Corpus Christi has been surrounded by controversy since its Broadway debut in 1998 when playwright Terrence McNally received death threats for the play, which features Jesus and the Apostles as gay men in modern-day Texas.
Of the backlash throughout the years, McNally has said, “I always thought it was a fake controversy because if you’ve seen the play, you realize there is really nothing offensive about it except to someone who is rabidly homophobic and believes homosexuality is reason enough to go to hell.”
Looks like some Greek priests, and members of the nationalist party Golden Dawn, think it is.
After protests that included black-robed priests holding crucifixes and tearing up posters of the play and dozens of demonstrators blocking the entrance of the theatre during its premiere last month, not only has the Greek run of Corpus Christi been cancelled, but its cast, director and producers have been charged with “insulting religion” and “malicious blasphemy” in a suit filed by Bishop Seraphim of Piraeus.
“It’s the bullies and the neo-Naxis clashing outside the theatre who should be put on the stand and not the actors,” said Pretros Constantinou, head of the United Against Racism and Fascist Violence Movement. He went on to call the charges a “glorification of the Dark Ages.”
The play’s director, Laertis Vasilio, is appalled that prosecutors are going after him and other members of the production instead of combating the tax evaders responsible for Greece’s near-bankruptcy. “What I see,” he said, “is that there are people who have robbed the country blind who are not in jail and the prosecutor turns against art.”
If convicted, those charged could face several months in jail.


● Assigned task
Reproduce each line of the material precisely.
Supplied records: Begin
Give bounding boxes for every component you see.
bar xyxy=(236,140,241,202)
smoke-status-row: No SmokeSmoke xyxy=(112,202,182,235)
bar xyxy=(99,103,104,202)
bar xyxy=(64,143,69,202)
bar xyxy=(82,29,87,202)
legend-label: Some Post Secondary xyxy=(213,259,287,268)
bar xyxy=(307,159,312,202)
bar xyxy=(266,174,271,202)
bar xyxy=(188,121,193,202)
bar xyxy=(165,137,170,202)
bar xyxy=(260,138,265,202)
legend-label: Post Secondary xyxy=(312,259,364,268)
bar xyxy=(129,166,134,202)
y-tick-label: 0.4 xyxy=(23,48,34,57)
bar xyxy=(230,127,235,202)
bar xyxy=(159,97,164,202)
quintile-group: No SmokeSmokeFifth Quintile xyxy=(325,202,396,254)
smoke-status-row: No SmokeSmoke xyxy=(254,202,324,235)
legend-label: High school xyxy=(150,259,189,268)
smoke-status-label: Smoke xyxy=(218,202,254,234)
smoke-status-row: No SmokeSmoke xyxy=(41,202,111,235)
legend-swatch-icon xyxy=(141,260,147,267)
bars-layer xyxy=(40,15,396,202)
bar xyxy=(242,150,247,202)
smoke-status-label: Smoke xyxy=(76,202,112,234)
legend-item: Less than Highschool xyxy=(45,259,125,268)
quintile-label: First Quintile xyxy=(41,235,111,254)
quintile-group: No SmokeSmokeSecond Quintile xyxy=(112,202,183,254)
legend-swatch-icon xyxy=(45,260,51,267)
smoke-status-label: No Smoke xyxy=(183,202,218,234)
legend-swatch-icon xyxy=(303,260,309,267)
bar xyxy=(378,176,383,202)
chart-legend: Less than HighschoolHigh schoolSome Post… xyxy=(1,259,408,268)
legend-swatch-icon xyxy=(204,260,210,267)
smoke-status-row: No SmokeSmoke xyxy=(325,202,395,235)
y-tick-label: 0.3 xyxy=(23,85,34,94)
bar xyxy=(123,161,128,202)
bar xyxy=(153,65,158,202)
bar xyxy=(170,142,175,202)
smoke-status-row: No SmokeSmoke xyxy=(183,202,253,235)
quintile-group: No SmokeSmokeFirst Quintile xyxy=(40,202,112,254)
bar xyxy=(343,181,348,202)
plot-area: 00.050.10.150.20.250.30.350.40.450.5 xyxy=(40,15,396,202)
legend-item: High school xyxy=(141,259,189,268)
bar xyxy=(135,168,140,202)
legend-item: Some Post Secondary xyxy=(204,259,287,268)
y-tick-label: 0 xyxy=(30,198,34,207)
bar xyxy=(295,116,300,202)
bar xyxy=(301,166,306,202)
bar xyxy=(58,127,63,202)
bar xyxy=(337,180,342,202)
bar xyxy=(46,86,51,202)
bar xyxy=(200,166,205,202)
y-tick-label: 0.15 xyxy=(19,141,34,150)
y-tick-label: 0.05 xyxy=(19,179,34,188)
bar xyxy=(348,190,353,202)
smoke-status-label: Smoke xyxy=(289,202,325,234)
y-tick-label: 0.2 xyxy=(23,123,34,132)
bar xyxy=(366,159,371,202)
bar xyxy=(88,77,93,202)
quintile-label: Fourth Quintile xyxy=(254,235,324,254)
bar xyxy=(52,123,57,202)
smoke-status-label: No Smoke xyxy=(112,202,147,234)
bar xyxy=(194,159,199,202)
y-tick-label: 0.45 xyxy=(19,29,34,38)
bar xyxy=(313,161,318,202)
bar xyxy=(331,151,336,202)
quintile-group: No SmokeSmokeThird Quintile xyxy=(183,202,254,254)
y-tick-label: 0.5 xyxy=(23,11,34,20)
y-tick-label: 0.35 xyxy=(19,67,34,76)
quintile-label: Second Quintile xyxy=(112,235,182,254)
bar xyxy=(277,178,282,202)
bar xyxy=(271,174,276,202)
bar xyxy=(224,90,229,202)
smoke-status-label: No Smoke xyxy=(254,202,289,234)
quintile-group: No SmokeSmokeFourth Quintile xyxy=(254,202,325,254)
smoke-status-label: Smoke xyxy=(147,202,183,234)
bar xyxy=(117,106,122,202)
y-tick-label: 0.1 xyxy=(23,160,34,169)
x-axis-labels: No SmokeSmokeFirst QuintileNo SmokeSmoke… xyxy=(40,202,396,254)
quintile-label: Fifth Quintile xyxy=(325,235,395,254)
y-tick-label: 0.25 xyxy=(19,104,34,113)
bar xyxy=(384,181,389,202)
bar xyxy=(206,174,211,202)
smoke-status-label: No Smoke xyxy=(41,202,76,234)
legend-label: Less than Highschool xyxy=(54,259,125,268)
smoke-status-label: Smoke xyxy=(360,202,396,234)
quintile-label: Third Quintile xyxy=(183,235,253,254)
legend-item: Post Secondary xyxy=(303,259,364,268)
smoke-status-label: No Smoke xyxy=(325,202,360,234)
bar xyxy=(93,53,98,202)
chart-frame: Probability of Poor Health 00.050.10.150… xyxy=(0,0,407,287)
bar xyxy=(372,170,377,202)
Supplied records: End
● Task output
Give bounding boxes for every component you see.
bar xyxy=(236,140,241,202)
smoke-status-row: No SmokeSmoke xyxy=(112,202,182,235)
bar xyxy=(99,103,104,202)
bar xyxy=(64,143,69,202)
bar xyxy=(82,29,87,202)
legend-label: Some Post Secondary xyxy=(213,259,287,268)
bar xyxy=(307,159,312,202)
bar xyxy=(266,174,271,202)
bar xyxy=(188,121,193,202)
bar xyxy=(165,137,170,202)
bar xyxy=(260,138,265,202)
legend-label: Post Secondary xyxy=(312,259,364,268)
bar xyxy=(129,166,134,202)
y-tick-label: 0.4 xyxy=(23,48,34,57)
bar xyxy=(230,127,235,202)
bar xyxy=(159,97,164,202)
quintile-group: No SmokeSmokeFifth Quintile xyxy=(325,202,396,254)
smoke-status-row: No SmokeSmoke xyxy=(254,202,324,235)
legend-label: High school xyxy=(150,259,189,268)
smoke-status-label: Smoke xyxy=(218,202,254,234)
smoke-status-row: No SmokeSmoke xyxy=(41,202,111,235)
legend-swatch-icon xyxy=(141,260,147,267)
bars-layer xyxy=(40,15,396,202)
bar xyxy=(242,150,247,202)
smoke-status-label: Smoke xyxy=(76,202,112,234)
legend-item: Less than Highschool xyxy=(45,259,125,268)
quintile-label: First Quintile xyxy=(41,235,111,254)
quintile-group: No SmokeSmokeSecond Quintile xyxy=(112,202,183,254)
legend-swatch-icon xyxy=(45,260,51,267)
smoke-status-label: No Smoke xyxy=(183,202,218,234)
legend-swatch-icon xyxy=(303,260,309,267)
bar xyxy=(378,176,383,202)
chart-legend: Less than HighschoolHigh schoolSome Post… xyxy=(1,259,408,268)
legend-swatch-icon xyxy=(204,260,210,267)
smoke-status-row: No SmokeSmoke xyxy=(325,202,395,235)
y-tick-label: 0.3 xyxy=(23,85,34,94)
bar xyxy=(123,161,128,202)
bar xyxy=(153,65,158,202)
bar xyxy=(170,142,175,202)
smoke-status-row: No SmokeSmoke xyxy=(183,202,253,235)
quintile-group: No SmokeSmokeFirst Quintile xyxy=(40,202,112,254)
bar xyxy=(343,181,348,202)
plot-area: 00.050.10.150.20.250.30.350.40.450.5 xyxy=(40,15,396,202)
legend-item: High school xyxy=(141,259,189,268)
bar xyxy=(135,168,140,202)
legend-item: Some Post Secondary xyxy=(204,259,287,268)
y-tick-label: 0 xyxy=(30,198,34,207)
bar xyxy=(295,116,300,202)
bar xyxy=(301,166,306,202)
bar xyxy=(58,127,63,202)
bar xyxy=(337,180,342,202)
bar xyxy=(46,86,51,202)
bar xyxy=(200,166,205,202)
y-tick-label: 0.15 xyxy=(19,141,34,150)
y-tick-label: 0.05 xyxy=(19,179,34,188)
bar xyxy=(348,190,353,202)
smoke-status-label: Smoke xyxy=(289,202,325,234)
y-tick-label: 0.2 xyxy=(23,123,34,132)
bar xyxy=(366,159,371,202)
bar xyxy=(88,77,93,202)
quintile-label: Fourth Quintile xyxy=(254,235,324,254)
bar xyxy=(52,123,57,202)
smoke-status-label: No Smoke xyxy=(112,202,147,234)
bar xyxy=(194,159,199,202)
y-tick-label: 0.45 xyxy=(19,29,34,38)
bar xyxy=(313,161,318,202)
bar xyxy=(331,151,336,202)
quintile-group: No SmokeSmokeThird Quintile xyxy=(183,202,254,254)
y-tick-label: 0.5 xyxy=(23,11,34,20)
y-tick-label: 0.35 xyxy=(19,67,34,76)
quintile-label: Second Quintile xyxy=(112,235,182,254)
bar xyxy=(277,178,282,202)
bar xyxy=(271,174,276,202)
bar xyxy=(224,90,229,202)
smoke-status-label: No Smoke xyxy=(254,202,289,234)
quintile-group: No SmokeSmokeFourth Quintile xyxy=(254,202,325,254)
smoke-status-label: Smoke xyxy=(147,202,183,234)
bar xyxy=(117,106,122,202)
y-tick-label: 0.1 xyxy=(23,160,34,169)
x-axis-labels: No SmokeSmokeFirst QuintileNo SmokeSmoke… xyxy=(40,202,396,254)
quintile-label: Fifth Quintile xyxy=(325,235,395,254)
y-tick-label: 0.25 xyxy=(19,104,34,113)
bar xyxy=(384,181,389,202)
bar xyxy=(206,174,211,202)
smoke-status-label: No Smoke xyxy=(41,202,76,234)
legend-label: Less than Highschool xyxy=(54,259,125,268)
smoke-status-label: Smoke xyxy=(360,202,396,234)
quintile-label: Third Quintile xyxy=(183,235,253,254)
legend-item: Post Secondary xyxy=(303,259,364,268)
smoke-status-label: No Smoke xyxy=(325,202,360,234)
bar xyxy=(93,53,98,202)
chart-frame: Probability of Poor Health 00.050.10.150… xyxy=(0,0,407,287)
bar xyxy=(372,170,377,202)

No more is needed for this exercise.